Thursday, March 23, 2017

William Blake

Perhaps no British literary figure is so hard to classify as William Blake.  For one thing, he was a much a visual artist as a poet and it's impossible to study the one aspect of his art independently of the other.  Then again, there is the deliberate veil of ambiguity - in the manner of his self-assumed role of prophet - that he placed over almost all his works, which ranged from the children's Songs of Innocence to the theological opus The Marriage of Heaven and Hell.  While the period in which he lived coincided with the Romantic era and his work sometimes exhibited that movement's preoccupations, he had little in common with the great Romantic poets and no association with any of them.  To the extent he was known at all to his contemporaries, he was viewed as eccentric to the point of madness.

The large format study simply entitled William Blake, edited by  Robin Hamlyn, Marilyn Butler, Michael Phillips, was originally published to accompany a 2000-2001 exhibit at London's Tate Gallery and accordingly concentrates on the visual work while at the same time seeking to place it in the context of his writings.  It begins with two short essays by Peter Ackroyd and Marilyn Butler and is then divided into four parts that deal respectively with his interest in the Gothic ("One of the Gothic Artists"), the development of his visionary art in the 1790's ("The Furnace of Lambeth's Vale"), the outline of his personal mythology ("Chambers of the Imagination") and finally an overview of his illustrated books ("Many Formidable Works").

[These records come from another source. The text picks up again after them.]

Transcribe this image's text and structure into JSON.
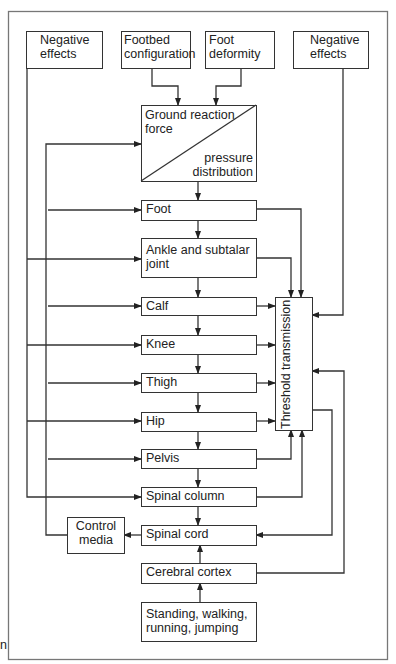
{
  "diagram": {
    "top_inputs": {
      "negative_effects_left": "Negative effects",
      "footbed_configuration": "Footbed configuration",
      "foot_deformity": "Foot deformity",
      "negative_effects_right": "Negative effects"
    },
    "ground_reaction": {
      "upper": "Ground reaction force",
      "lower": "pressure distribution"
    },
    "chain": [
      {
        "id": "foot",
        "label": "Foot"
      },
      {
        "id": "ankle",
        "label": "Ankle and subtalar joint"
      },
      {
        "id": "calf",
        "label": "Calf"
      },
      {
        "id": "knee",
        "label": "Knee"
      },
      {
        "id": "thigh",
        "label": "Thigh"
      },
      {
        "id": "hip",
        "label": "Hip"
      },
      {
        "id": "pelvis",
        "label": "Pelvis"
      },
      {
        "id": "spinal_column",
        "label": "Spinal column"
      },
      {
        "id": "spinal_cord",
        "label": "Spinal cord"
      },
      {
        "id": "cerebral_cortex",
        "label": "Cerebral cortex"
      },
      {
        "id": "activities",
        "label": "Standing, walking, running, jumping"
      }
    ],
    "threshold": "Threshold transmission",
    "control_media": "Control media",
    "margin_fragment": "n"
  }
}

Blake began his career as an engraver's apprentice and part of his training required him to spend long hours at the British museum making copies of masterpieces from classical antiquity.  He became expert at the etching process, a detailed description of which is included at the beginning of the second section, and managed to produce with this method vividly colored "illuminated prints."  Blake did not limit himself to this medium, however, and many of the illustrations he completed are in the form of watercolors or pen and ink.  As for painting in oils, he identified that with the Renaissance rather than with the Gothic period to which he was most drawn and so did not make use of them.

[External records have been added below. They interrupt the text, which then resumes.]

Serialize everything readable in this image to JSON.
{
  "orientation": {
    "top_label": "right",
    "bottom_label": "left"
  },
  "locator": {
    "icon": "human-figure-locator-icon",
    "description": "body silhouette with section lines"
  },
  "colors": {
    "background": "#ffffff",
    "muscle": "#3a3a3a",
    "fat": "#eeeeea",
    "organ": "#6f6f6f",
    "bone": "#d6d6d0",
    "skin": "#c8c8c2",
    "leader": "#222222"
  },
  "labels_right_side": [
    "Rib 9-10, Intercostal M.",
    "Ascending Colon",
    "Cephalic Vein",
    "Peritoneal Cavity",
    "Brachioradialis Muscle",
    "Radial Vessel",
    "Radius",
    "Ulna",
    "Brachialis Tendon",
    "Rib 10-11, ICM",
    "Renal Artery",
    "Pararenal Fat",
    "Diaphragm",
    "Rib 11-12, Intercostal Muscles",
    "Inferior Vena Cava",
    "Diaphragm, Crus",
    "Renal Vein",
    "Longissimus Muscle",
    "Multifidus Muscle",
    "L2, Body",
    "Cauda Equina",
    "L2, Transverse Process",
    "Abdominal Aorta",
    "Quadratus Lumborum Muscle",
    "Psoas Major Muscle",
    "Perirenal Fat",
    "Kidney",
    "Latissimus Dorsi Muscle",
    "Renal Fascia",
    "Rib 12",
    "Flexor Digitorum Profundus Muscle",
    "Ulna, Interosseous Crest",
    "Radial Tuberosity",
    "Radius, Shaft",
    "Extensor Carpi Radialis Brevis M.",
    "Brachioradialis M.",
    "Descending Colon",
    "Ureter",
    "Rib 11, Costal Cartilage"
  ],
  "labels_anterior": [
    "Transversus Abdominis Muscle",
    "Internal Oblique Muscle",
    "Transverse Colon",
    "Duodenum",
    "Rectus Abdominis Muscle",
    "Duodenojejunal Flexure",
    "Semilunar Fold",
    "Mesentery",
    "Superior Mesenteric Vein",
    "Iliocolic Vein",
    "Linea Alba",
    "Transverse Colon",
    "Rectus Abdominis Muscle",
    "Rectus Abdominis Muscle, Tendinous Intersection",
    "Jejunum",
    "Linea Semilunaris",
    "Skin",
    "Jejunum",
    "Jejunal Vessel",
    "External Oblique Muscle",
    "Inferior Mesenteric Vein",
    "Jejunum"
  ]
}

Blake was an extreme individualist and, as such, determinedly at odds with almost all forms of organized religion.  This can be seen clearly in his illustrations of Dante's Divine Comedy.  For example, Francesca da Rimini and her lover Paolo are shown embracing in the light of the sun rather than suffering in hell as Dante depicted them.  Blake's outspoken views on religion and personal freedom put him in danger of imprisonment during the time of the French Revolution when the English government under William Pitt clamped down on any form of expression that might conceivably be considered seditious.  Print shops were especially singled out as sources of objectionable material.  Blake had already in 1780 taken part in a mob attack on Newgate Prison.  In 1803 he was accused by a soldier of assault and of having cursed the king.  He was eventually exonerated at trial.

The real draw of this book, published by Abrams, is the excellent quality of the reproductions.  No matter what one may think of Blake, there is no denying the compelling quality of his artwork.  Perhaps because he stood so far outside the margins of his own era, his work speaks more directly to the modern sensibility than most of that produced in the early nineteenth century.  The visionary aspect is so imaginative that his illustrations at times appear to belong to the realm of science fiction (e.g., "The Great Red Dragon and the Woman Clothed with the Sun").  At the same time, they possess a deep psychological penetration and occasionally operate on an almost existential level.

One curious feature of the book is that, although descriptions of all the works shown in the exhibit are included, many of the artworks themselves are not.  No explanation is given for their absence.  The Foreword mentions that the show was reduced in size when it traveled from the Tate to the Metropolitan Museum and perhaps the missing illustrations are those that were not included in the New York show.